After retrieving an object with Linq to Sql, if an update (Attach) is tried on the same object, the following exception is thrown:
An attempt has been made to Attach or Add an entity that is not new, perhaps having been loaded from another DataContext.
Example:
Product product = null;
Product originalProduct = new Product();
// Gte product to change its properties
using (myDataContext dc1 = new myDataContext())
{
product = dc1.Products.Single(p=>p.ID==457);
}
product.Description = "MyProduct";
using (myDataContext dc2 = new myDataContext())
{
dc2.Products.Attach(product , originalProduct);
dc2.SubmitChanges();
}
The best solution to fix this behavior is to set the DeferredLoadingEnabled property of the DataContext to false of the retrieve entity query.
Example:
Product product = null;
Product originalProduct = new Product();
// Gte product to change its properties
using (myDataContext dc1 = new myDataContext())
{
dc1.Datacontext.DeferredLoadingEnabled = false;
product = dc1.Products.Single(p=>p.ID==457);
}
product.Description = "MyProduct";
using (myDataContext dc2 = new myDataContext())
{
dc2.Products.Attach(product , originalProduct);
dc2.SubmitChanges();
}
The DeferredLoadingEnabled property of the DataContext controls the deferred loading options of LINQ.
2 comments:
if setting this to false, will it leads to reading all related data in a query for an entity?
I think MSDN say so and that will lead to a performace disaster.
When setting DeferredLoadingEnabled = false, LINQ doesn't automatically loads all entities associated to the given object.
It is necessary to explicitly configure LoadOptions (DataLoadOptions) for the data context manually.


-- WHAT THE TASK ASKS --
Lines with the string "will" are to be identified in the listing and copied.
(INFORMATION PROVIDED begins)
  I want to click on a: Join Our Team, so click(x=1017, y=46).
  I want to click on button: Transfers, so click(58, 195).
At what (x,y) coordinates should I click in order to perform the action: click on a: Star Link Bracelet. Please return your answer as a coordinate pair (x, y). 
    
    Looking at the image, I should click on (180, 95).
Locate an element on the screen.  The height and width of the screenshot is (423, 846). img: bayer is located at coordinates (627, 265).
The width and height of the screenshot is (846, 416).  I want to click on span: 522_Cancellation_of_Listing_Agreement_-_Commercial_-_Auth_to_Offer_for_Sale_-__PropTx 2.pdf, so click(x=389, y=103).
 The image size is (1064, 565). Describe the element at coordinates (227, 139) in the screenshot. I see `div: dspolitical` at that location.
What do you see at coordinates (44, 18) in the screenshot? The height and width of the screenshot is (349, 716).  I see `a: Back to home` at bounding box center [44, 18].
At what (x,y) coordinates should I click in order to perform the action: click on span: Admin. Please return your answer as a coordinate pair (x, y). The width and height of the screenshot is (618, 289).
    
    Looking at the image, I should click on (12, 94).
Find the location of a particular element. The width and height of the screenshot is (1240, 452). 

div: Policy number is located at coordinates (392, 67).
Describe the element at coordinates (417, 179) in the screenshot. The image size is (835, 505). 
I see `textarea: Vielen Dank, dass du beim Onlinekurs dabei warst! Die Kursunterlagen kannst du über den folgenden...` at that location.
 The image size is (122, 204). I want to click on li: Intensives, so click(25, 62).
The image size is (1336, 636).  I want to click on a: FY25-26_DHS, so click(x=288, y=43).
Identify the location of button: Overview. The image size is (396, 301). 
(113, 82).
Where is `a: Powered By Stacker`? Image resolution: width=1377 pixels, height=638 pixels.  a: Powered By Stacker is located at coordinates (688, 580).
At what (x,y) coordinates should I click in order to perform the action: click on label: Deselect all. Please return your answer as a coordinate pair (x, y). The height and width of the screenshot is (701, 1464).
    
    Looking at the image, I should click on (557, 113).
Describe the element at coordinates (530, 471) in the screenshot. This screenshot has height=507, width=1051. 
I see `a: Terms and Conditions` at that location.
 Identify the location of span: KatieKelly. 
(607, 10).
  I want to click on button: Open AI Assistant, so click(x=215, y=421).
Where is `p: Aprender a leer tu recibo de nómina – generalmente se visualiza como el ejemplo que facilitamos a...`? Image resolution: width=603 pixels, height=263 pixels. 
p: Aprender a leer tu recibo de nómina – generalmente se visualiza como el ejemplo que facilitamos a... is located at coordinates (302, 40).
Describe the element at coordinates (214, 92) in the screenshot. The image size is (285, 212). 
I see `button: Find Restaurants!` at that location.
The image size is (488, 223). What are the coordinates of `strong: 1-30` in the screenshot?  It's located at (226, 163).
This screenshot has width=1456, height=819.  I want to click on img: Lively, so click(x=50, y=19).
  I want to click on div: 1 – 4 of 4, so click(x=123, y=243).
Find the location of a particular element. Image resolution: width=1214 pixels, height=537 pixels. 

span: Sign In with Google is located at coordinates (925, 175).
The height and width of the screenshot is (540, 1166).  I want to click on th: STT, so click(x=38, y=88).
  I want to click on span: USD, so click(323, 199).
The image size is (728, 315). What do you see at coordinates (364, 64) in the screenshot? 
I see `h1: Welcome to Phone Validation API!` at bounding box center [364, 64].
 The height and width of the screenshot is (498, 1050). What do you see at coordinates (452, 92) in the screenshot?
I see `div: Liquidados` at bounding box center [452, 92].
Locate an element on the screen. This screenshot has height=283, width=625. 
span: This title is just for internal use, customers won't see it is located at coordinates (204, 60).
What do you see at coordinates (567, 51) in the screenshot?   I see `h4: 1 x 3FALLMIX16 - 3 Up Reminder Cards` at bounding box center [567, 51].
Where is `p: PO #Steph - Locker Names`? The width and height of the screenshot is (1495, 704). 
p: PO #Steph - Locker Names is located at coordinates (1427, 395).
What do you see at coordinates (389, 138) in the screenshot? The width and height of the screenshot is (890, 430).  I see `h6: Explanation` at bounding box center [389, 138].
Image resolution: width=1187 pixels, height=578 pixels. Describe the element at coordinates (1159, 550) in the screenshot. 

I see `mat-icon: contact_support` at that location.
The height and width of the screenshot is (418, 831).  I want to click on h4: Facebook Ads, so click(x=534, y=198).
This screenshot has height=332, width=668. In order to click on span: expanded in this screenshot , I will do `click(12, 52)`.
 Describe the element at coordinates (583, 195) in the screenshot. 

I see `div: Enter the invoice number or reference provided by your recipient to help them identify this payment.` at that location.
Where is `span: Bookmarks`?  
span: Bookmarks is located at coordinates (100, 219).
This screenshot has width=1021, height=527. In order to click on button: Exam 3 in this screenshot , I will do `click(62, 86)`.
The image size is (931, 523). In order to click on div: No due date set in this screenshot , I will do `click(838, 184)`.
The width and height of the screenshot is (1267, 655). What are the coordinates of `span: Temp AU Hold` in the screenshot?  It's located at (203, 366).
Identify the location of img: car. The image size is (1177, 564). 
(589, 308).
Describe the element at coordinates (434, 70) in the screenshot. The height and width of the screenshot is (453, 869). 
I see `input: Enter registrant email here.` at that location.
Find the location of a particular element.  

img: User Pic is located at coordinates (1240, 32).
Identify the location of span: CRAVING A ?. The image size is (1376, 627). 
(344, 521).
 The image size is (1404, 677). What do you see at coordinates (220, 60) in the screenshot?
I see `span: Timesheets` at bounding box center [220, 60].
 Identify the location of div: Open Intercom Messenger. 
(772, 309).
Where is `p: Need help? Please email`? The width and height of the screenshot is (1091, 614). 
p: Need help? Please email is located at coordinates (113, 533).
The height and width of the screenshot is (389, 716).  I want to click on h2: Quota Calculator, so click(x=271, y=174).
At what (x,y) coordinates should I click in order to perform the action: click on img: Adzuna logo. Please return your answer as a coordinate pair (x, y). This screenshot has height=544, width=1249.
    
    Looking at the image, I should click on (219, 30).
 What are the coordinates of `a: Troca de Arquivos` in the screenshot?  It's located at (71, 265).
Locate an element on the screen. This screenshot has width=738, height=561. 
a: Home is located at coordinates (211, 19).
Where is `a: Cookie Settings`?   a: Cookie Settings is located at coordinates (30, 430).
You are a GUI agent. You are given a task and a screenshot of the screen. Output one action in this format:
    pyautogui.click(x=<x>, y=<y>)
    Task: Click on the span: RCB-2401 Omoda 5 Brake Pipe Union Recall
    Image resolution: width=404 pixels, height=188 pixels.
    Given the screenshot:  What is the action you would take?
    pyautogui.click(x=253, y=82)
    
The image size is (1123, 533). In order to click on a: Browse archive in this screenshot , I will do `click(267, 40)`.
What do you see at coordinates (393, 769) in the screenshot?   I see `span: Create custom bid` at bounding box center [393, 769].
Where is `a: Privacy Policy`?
(INFORMATION PROVIDED ends)
-- TASK RESPONSE --
This screenshot has height=332, width=668. In order to click on span: expanded in this screenshot , I will do `click(12, 52)`.
This screenshot has width=1021, height=527. In order to click on button: Exam 3 in this screenshot , I will do `click(62, 86)`.
The image size is (931, 523). In order to click on div: No due date set in this screenshot , I will do `click(838, 184)`.
The image size is (1123, 533). In order to click on a: Browse archive in this screenshot , I will do `click(267, 40)`.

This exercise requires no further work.